We select a range of bathroom cleaners that you can buy at major supermarkets and send them to a laboratory for testing. In-house, we work out the value for money of each product by calculating cost per 100mL as well as checking for various claims from the manufacturer.

How we choose which bathroom cleaners we test

With a range of products on the market, what makes us choose one bathroom cleaner to test over another? As with most of our product testing, our aim is to test the most popular brands on the market and what you're most likely to see in stores.

We first check out the products you can buy in-store and then survey manufacturers to find out about their range of products. From this information we put together a final list that goes to our buyers. They then head out to the retailers and buy each product, just as a normal consumer would. We do this so we can be sure they're the same as any consumer would find them and not 'tweaked' in any way.

How we test bathroom cleaners

Our overall score is a measure of soap scum removal and the testing lab follows the manufacturer's instructions for application times. This is how the lab synthesises the soap scum:

Soft soap scum is a combination of a variety of hard soaps, synthetic sebum (bodily oils) and carbon black (which provides the dark colour so soil removal can be measured). This is to simulate the effect of hard soaps combining with body oils to form sticky deposits (important in soft water areas and bathtubs). This is applied to tiles and baked on at 80°C for one hour. It is then scrubbed with 10 strokes of the scrub tester before soil removal is measured.
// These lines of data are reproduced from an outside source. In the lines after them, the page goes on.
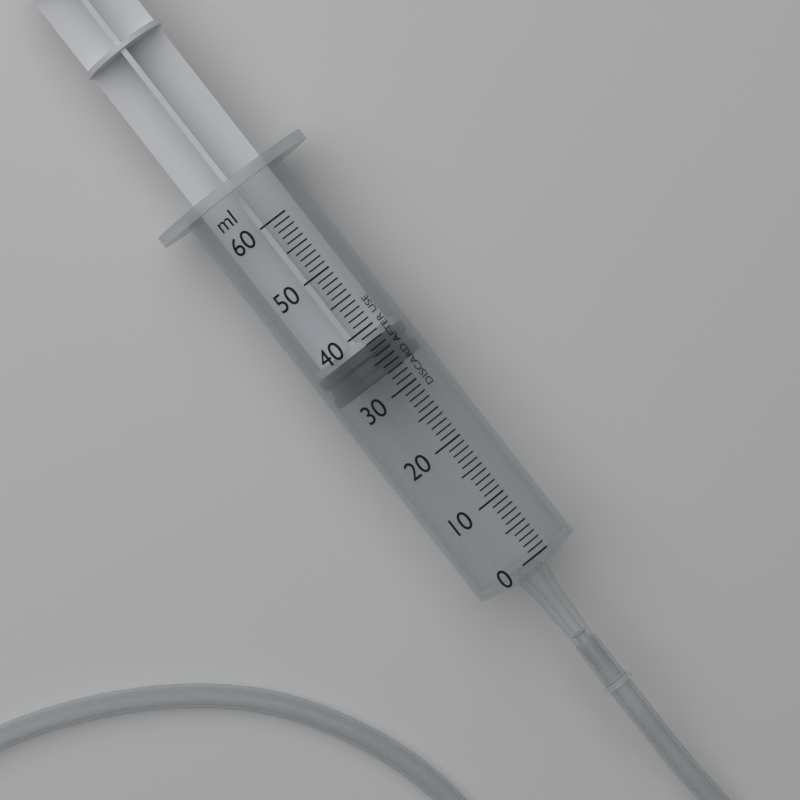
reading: 33 ml
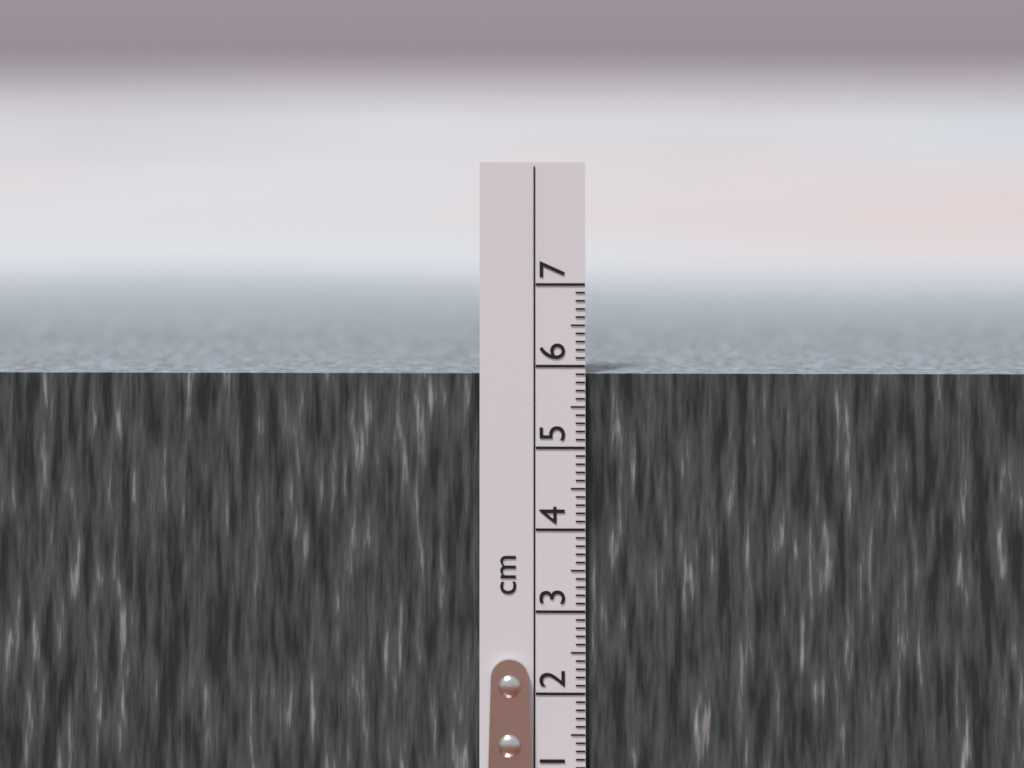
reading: 5.9 cm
In the past we also tested bathroom cleaners against hard soap scum. However, the majority of the population lives in soft water areas, making soft soap scum the more common type we'd need to tackle. Previously, our overall score was also weighted more heavily towards soft soap scum so we made the decision to only test against soft soap scum.

CHOICE Expert Rating

This overall score is made up purely of soft soap scum removal.

We care about accuracy. See something that's not quite right in this article? Let us know or read more about fact-checking at CHOICE.

Stock images: Getty, unless otherwise stated.